*THE TASK:* When you answer, copy every line of the listing below exactly.

*DATA SHOWN:*
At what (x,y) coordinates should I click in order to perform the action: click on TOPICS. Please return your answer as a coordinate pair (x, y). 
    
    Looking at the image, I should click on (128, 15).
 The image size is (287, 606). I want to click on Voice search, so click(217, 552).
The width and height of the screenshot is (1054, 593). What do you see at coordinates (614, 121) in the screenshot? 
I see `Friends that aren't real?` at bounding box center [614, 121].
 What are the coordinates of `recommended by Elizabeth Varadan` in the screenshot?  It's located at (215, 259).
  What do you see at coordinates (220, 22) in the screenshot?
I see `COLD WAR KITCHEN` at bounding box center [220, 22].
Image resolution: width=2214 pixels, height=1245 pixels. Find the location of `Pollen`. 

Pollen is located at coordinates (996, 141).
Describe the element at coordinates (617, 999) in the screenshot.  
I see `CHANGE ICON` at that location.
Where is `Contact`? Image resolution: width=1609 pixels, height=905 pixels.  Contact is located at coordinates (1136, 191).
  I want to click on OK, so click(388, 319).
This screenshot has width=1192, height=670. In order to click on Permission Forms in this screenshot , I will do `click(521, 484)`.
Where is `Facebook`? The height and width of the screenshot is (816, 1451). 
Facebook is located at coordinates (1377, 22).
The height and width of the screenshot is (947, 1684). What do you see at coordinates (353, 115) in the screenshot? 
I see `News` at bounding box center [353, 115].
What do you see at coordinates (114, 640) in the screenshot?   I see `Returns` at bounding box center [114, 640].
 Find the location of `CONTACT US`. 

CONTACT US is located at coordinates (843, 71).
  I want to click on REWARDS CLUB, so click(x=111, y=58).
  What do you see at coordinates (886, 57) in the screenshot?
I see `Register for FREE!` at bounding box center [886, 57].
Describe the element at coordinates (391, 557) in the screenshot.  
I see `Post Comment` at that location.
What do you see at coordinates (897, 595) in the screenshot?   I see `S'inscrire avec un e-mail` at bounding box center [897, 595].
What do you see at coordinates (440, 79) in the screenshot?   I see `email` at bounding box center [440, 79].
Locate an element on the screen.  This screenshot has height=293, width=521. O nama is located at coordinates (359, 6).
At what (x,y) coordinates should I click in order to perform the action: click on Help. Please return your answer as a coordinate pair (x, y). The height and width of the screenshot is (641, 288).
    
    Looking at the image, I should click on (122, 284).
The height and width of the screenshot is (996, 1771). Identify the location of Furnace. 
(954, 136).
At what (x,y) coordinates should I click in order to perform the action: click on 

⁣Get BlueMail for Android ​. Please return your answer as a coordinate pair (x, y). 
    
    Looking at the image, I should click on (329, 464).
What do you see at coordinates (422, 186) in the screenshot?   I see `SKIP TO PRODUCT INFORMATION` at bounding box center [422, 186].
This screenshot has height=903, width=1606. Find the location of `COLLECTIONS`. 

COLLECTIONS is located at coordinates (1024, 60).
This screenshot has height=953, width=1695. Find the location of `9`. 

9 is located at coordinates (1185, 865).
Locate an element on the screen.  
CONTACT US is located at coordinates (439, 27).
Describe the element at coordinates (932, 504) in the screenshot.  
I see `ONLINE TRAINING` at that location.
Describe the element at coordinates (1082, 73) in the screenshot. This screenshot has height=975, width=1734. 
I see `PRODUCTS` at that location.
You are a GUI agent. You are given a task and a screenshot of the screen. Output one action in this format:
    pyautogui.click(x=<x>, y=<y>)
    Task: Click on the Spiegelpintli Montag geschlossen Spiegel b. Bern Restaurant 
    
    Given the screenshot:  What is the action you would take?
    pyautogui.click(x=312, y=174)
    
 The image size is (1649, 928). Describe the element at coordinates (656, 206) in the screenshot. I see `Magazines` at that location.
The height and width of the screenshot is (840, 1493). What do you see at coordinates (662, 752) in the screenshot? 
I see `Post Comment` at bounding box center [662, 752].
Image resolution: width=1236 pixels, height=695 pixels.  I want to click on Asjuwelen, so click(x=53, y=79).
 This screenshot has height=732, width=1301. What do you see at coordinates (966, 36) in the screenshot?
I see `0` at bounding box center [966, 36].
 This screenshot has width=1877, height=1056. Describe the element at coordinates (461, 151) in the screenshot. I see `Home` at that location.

*ANSWER:*
At what (x,y) coordinates should I click in order to perform the action: click on TOPICS. Please return your answer as a coordinate pair (x, y). 
    
    Looking at the image, I should click on (128, 15).
 The image size is (287, 606). I want to click on Voice search, so click(217, 552).
The width and height of the screenshot is (1054, 593). What do you see at coordinates (614, 121) in the screenshot? 
I see `Friends that aren't real?` at bounding box center [614, 121].
 What are the coordinates of `recommended by Elizabeth Varadan` in the screenshot?  It's located at (215, 259).
  What do you see at coordinates (220, 22) in the screenshot?
I see `COLD WAR KITCHEN` at bounding box center [220, 22].
Image resolution: width=2214 pixels, height=1245 pixels. Find the location of `Pollen`. 

Pollen is located at coordinates (996, 141).
Describe the element at coordinates (617, 999) in the screenshot.  
I see `CHANGE ICON` at that location.
Where is `Contact`? Image resolution: width=1609 pixels, height=905 pixels.  Contact is located at coordinates (1136, 191).
  I want to click on OK, so click(388, 319).
This screenshot has width=1192, height=670. In order to click on Permission Forms in this screenshot , I will do `click(521, 484)`.
Where is `Facebook`? The height and width of the screenshot is (816, 1451). 
Facebook is located at coordinates (1377, 22).
The height and width of the screenshot is (947, 1684). What do you see at coordinates (353, 115) in the screenshot? 
I see `News` at bounding box center [353, 115].
What do you see at coordinates (114, 640) in the screenshot?   I see `Returns` at bounding box center [114, 640].
 Find the location of `CONTACT US`. 

CONTACT US is located at coordinates (843, 71).
  I want to click on REWARDS CLUB, so click(x=111, y=58).
  What do you see at coordinates (886, 57) in the screenshot?
I see `Register for FREE!` at bounding box center [886, 57].
Describe the element at coordinates (391, 557) in the screenshot.  
I see `Post Comment` at that location.
What do you see at coordinates (897, 595) in the screenshot?   I see `S'inscrire avec un e-mail` at bounding box center [897, 595].
What do you see at coordinates (440, 79) in the screenshot?   I see `email` at bounding box center [440, 79].
Locate an element on the screen.  This screenshot has height=293, width=521. O nama is located at coordinates (359, 6).
At what (x,y) coordinates should I click in order to perform the action: click on Help. Please return your answer as a coordinate pair (x, y). The height and width of the screenshot is (641, 288).
    
    Looking at the image, I should click on (122, 284).
The height and width of the screenshot is (996, 1771). Identify the location of Furnace. 
(954, 136).
At what (x,y) coordinates should I click in order to perform the action: click on 

⁣Get BlueMail for Android ​. Please return your answer as a coordinate pair (x, y). 
    
    Looking at the image, I should click on (329, 464).
What do you see at coordinates (422, 186) in the screenshot?   I see `SKIP TO PRODUCT INFORMATION` at bounding box center [422, 186].
This screenshot has height=903, width=1606. Find the location of `COLLECTIONS`. 

COLLECTIONS is located at coordinates (1024, 60).
This screenshot has height=953, width=1695. Find the location of `9`. 

9 is located at coordinates (1185, 865).
Locate an element on the screen.  
CONTACT US is located at coordinates (439, 27).
Describe the element at coordinates (932, 504) in the screenshot.  
I see `ONLINE TRAINING` at that location.
Describe the element at coordinates (1082, 73) in the screenshot. This screenshot has height=975, width=1734. 
I see `PRODUCTS` at that location.
You are a GUI agent. You are given a task and a screenshot of the screen. Output one action in this format:
    pyautogui.click(x=<x>, y=<y>)
    Task: Click on the Spiegelpintli Montag geschlossen Spiegel b. Bern Restaurant 
    
    Given the screenshot:  What is the action you would take?
    pyautogui.click(x=312, y=174)
    
 The image size is (1649, 928). Describe the element at coordinates (656, 206) in the screenshot. I see `Magazines` at that location.
The height and width of the screenshot is (840, 1493). What do you see at coordinates (662, 752) in the screenshot? 
I see `Post Comment` at bounding box center [662, 752].
Image resolution: width=1236 pixels, height=695 pixels.  I want to click on Asjuwelen, so click(x=53, y=79).
 This screenshot has height=732, width=1301. What do you see at coordinates (966, 36) in the screenshot?
I see `0` at bounding box center [966, 36].
 This screenshot has width=1877, height=1056. Describe the element at coordinates (461, 151) in the screenshot. I see `Home` at that location.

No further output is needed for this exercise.